One morning after a snowstorm, I took the cloth patches outside and laid each of them on the snow. It was a bright, sunny morning. I'm not sure how many hours later I came back to see what had happened. I think it was a few hours, though.

When I looked at the patches, the black one had melted a lot of snow. The black cloth had sunk so far into the snow that the edges of the hole made a shadow on the cloth. The dark blue patch had sunk almost as far as the black one. The lighter blue patch was in a hole that wasn't a deep as the dark blue patch. Each piece of cloth (except the white one) had melted a hole. The lighter the cloth, the less the cloth patch had sunk into the snow.


Some Questions about Mr. Franklin's Experiment and Similar Experiments:

  1. Tailors are hard to find now.
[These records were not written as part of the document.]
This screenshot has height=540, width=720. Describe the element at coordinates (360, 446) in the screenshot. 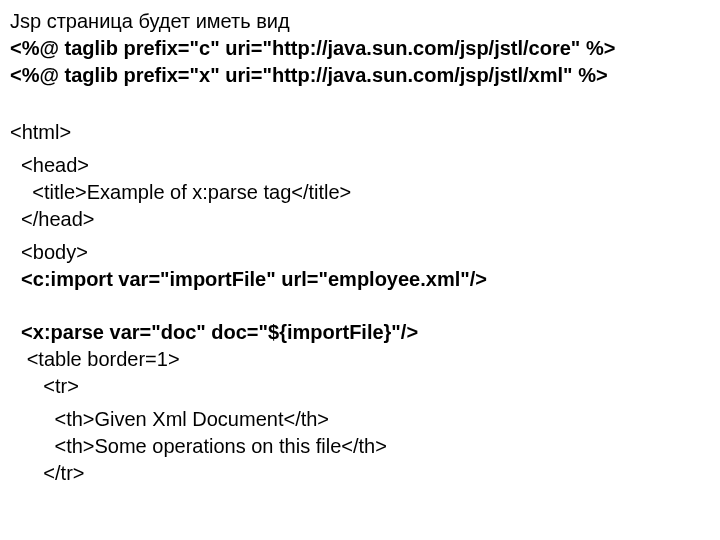

I see `th-ops: <th>Some operations on this file</th>` at that location.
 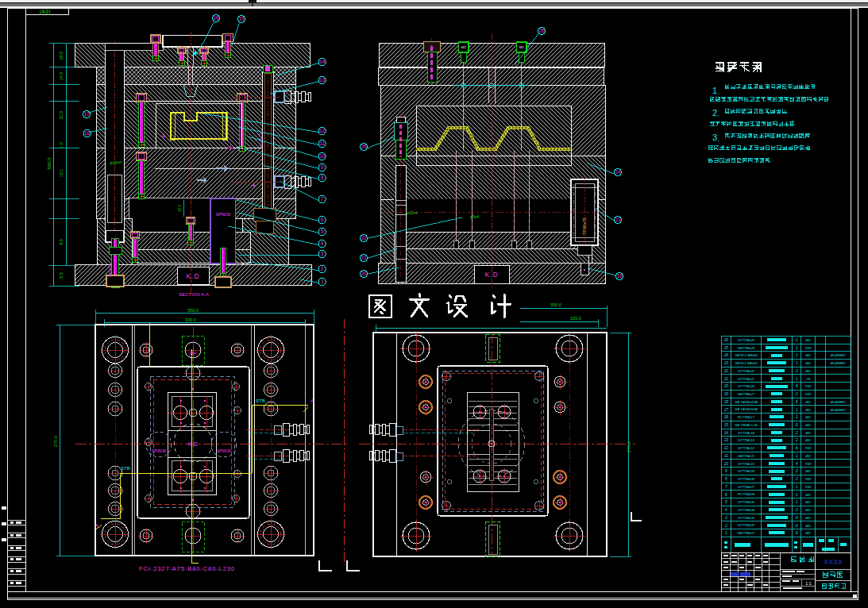 What do you see at coordinates (576, 318) in the screenshot?
I see `svg-text: 320.0` at bounding box center [576, 318].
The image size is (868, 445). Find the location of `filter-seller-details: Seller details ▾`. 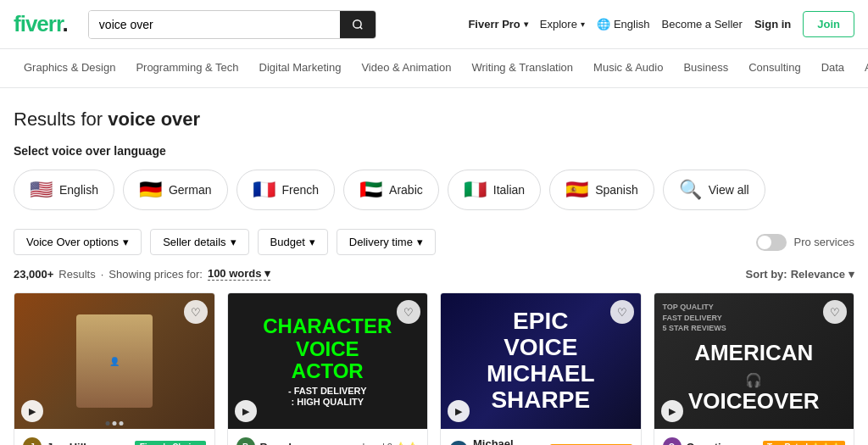

filter-seller-details: Seller details ▾ is located at coordinates (199, 242).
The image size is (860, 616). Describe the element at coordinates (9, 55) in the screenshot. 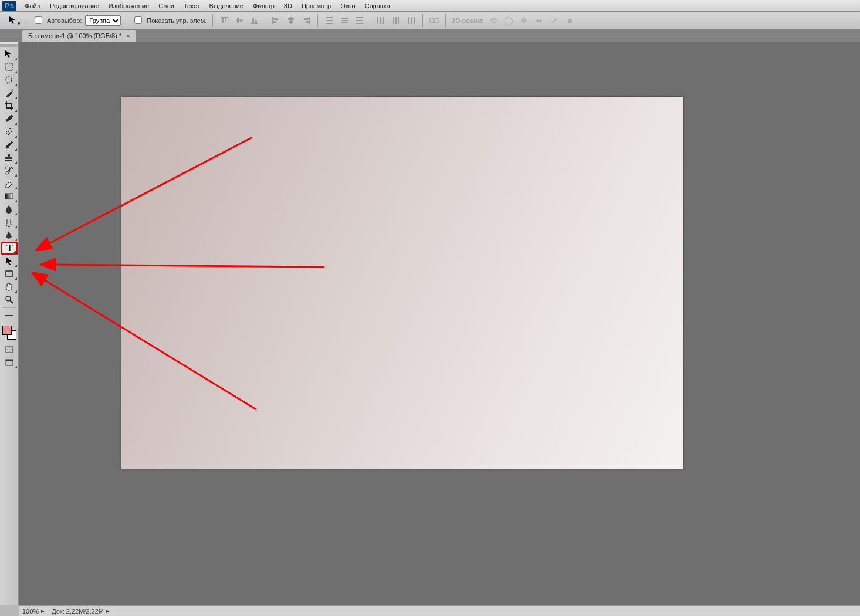

I see `move-tool` at that location.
Where could you get some cloth samples that have different colors?

  2. Do you think it would make any difference if you used construction paper instead of cloth?

  3. If you didn't have snow, what could you do that might be similar to Mr. Franklin's experiments? [A suggestion: get a thermometer and wrap it in construction paper; set the paper in direct sunlight for a little time; measure the temperature for each different piece of paper; write a letter about your experiment and its results to someone else in class or as an e-mail to someone on the www.]

  4. Mr. Franklin's original letter contains other observations. What observations like his are related to the effect of sunlight.

  5. Mr. Franklin seems to think that people should wear light colored clothing in tropical countries, where the sunlight is very strong. Why do Bedouins in the Arabian desert wear black clothing? Is Mr. Franklin wrong, or is there something else going on?